Friday 28 April 2017

Cupids - Manchester Night And Day - 26th April 2017


Good Things (Come To Those Who Wait) was the title of Cupids' last single, which turns out to be their final release as they rode off into the sunset and pastures and projects new after a sold-out farewell show at the Night And Day in Manchester on Wednesday night. What would ordinarily be a sad affair turned out to be a celebration of both Cupids and their predecessors Gramotones.

It seems inconceivable that we're saying goodbye to Cupids. They always seemed to be on the brink of becoming huge, the band you always thought would be the one that was going to make the breakthrough. In both incarnations, Jake, Sid, Ryan and James created songs that meant something to people, as witnessed in the love in the room for the old and the new tonight, but they were never throwaway designed to hit the charts and the radio stations but instead built around spiraling hooks and melodies, a real band in the sense that they didn't have one front man when three of them could take lead vocal without diluting their quality. The announcement on Monday that tonight was going to be the last gig came a shock, but whilst the inability, or worse reluctance, of the industry to take them and break them frustrated us, it must have been soul-destroying for them.


Tonight's a chance to let their hair down, Jake tells us before they've even started "we've decided we don't know what the fuck we're doing, so we'll do what you want." There's a shout for M62 Song, which they laugh off as it's a song they'd seemingly rather forget ("I'm sick to death of playing it, I never want to hear it again"), from a guy who shouts for it at the end of every song until they play it who then proceeds to obliterate the front row to make it his own for the remainder of the gig. They surprisingly don't play Money, the song that launched them as Cupids, or another single Confession Box.

They start with three Cupids songs and No One Talks, Hope It Never Ends and Heaven Knows and it's the variety of the three, the interactions between the vocalists and the diverse mix of guitars, keyboards and drums that are unmistakably them, but never sounding the same. A Study In Extremes might slow things down, but still has that same DNA running right through it as does Kickin' In, one of their singles that should have done the business for them.

Sid introduces the Gramotones song Dog With A Bone as "a song off our fourth album", one of a number of off-the-cuff remarks they make all night, some joking, some more impassioned like Jake's declaration that we should forget mainstream music (Bastille and The 1975 get a mention to big cheers) and support guitar bands rather than those that just plug in and program a sequencer and press a button that sets off a backing track. That they're making this up as they go along makes the evening feel even more special and confirms that they've got the talent to do just that and deliver rather than what most bands do and turn up and play a well-rehearsed set and between song ad-libs.

Drive, one of their earliest tracks in their former incarnation, is testament to just how long they've been producing songs of this quality. M62 Song is next, Jake telling us "I hate this song but we're going to play if for you" to the guy who's been shouting for it. To be honest, we're with Jake, it doesn't quite reach the heights of everything else they've done. Perhaps it should have been their big hit. Sid leaves the stage for Jake to start Daltry Street, but he's back for the end as the vocals kick in and lift the song.


Their recent single Good Things (Come To Those Who Wait) is preceded by a new song and the two of them show that they still hadn't peaked creatively despite the decision they've made not to continue. They then finish off the main set with another Gramotones favourite, Soldier's Kiss, another crowd pleaser for their early days and our mate who's been shouting all night is delighted.

The encore starts with an extended version of Corporate Whipping Boy where they take the whole thing down, try to get us clapping, "because it's the last time I'll have control of a room like this" Sid jokes, let loose with each of them taking turns to play a solo and then optimistically but successfully tell us all to be quiet to let us hear James play drums. In any other environment, it might seem staged and unnecessary, but we're at a point where we'd forgive them anything. They finish with Little River, an old Gramotones set-closer from the days they'd be playing support slots round these parts. As they finish, they all come to the front for what is, they tell us, their first ever bow. And it's a well-deserved one.

The gig is a good-natured one, looser than their previous gigs, choosing the setlist seemingly as they went along and a little self-indulgent as the evening progressed and the alcohol kicked in, but you'd forgive them far more worse than that. They crack open a bottle of prosecco that they share around and Sid reads out a long list of thank yous to people before the encore. Whilst most bands would fall apart, the looseness simply emphasizes just how accomplished musicians they are, able to improvise and with an intuitive feel for what the other three will do that they'll find hard to replicate in whatever projects they move on to.

As we sit around after and chew over the fact that we won't see them play together again, an old discussion topic comes up. We have a theory that Cupids, and Gramotones before them, were actually too good and too principled to be successful at the level they should have been. Sadly we come to the conclusion we were right. They will be sorely missed.

Cupids played No One Talks, Hope It Never Ends, Heaven Knows Me Now, A Study In Extremes, Kickin' In, Dog With A Bone, Drive, M62 Song, Daltry Street, new song, Good Things (Come To Those Who Wait), Soldier's Kiss, Corporate Whipping Boy and Little River.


Leaving out any pictures, print the entries that follow exactly as they stand.

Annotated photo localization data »
--

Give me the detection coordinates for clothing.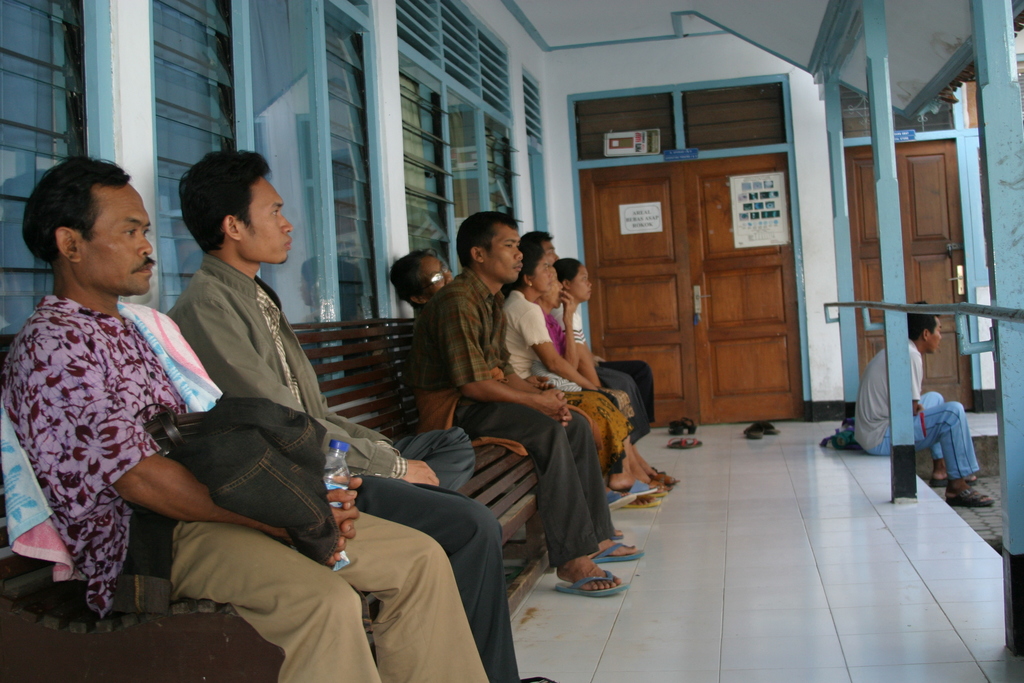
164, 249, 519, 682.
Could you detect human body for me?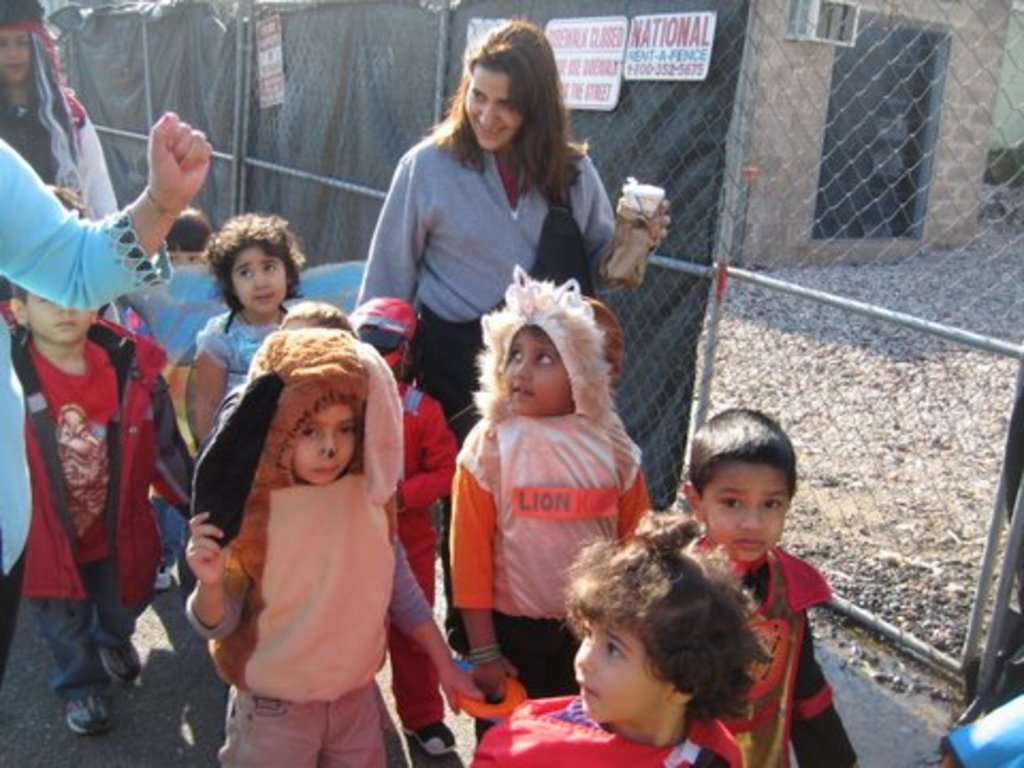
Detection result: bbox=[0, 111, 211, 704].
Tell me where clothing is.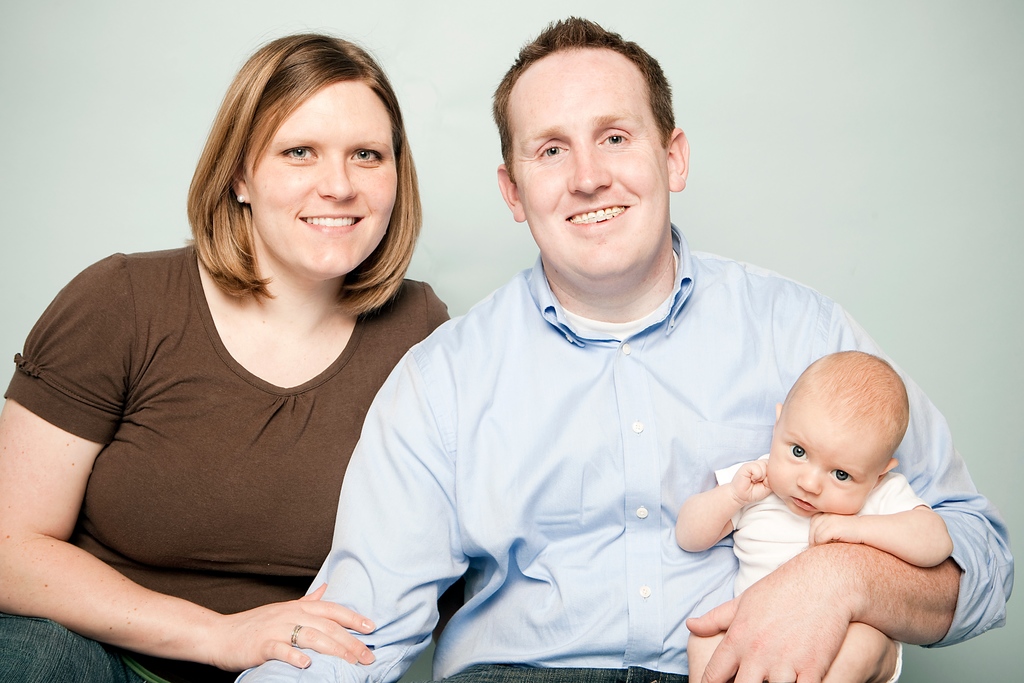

--

EXERCISE SOLUTION »
Give me the detection coordinates for clothing.
164, 249, 519, 682.
Could you detect human body for me?
Detection result: bbox=[0, 111, 211, 704].
Tell me where clothing is.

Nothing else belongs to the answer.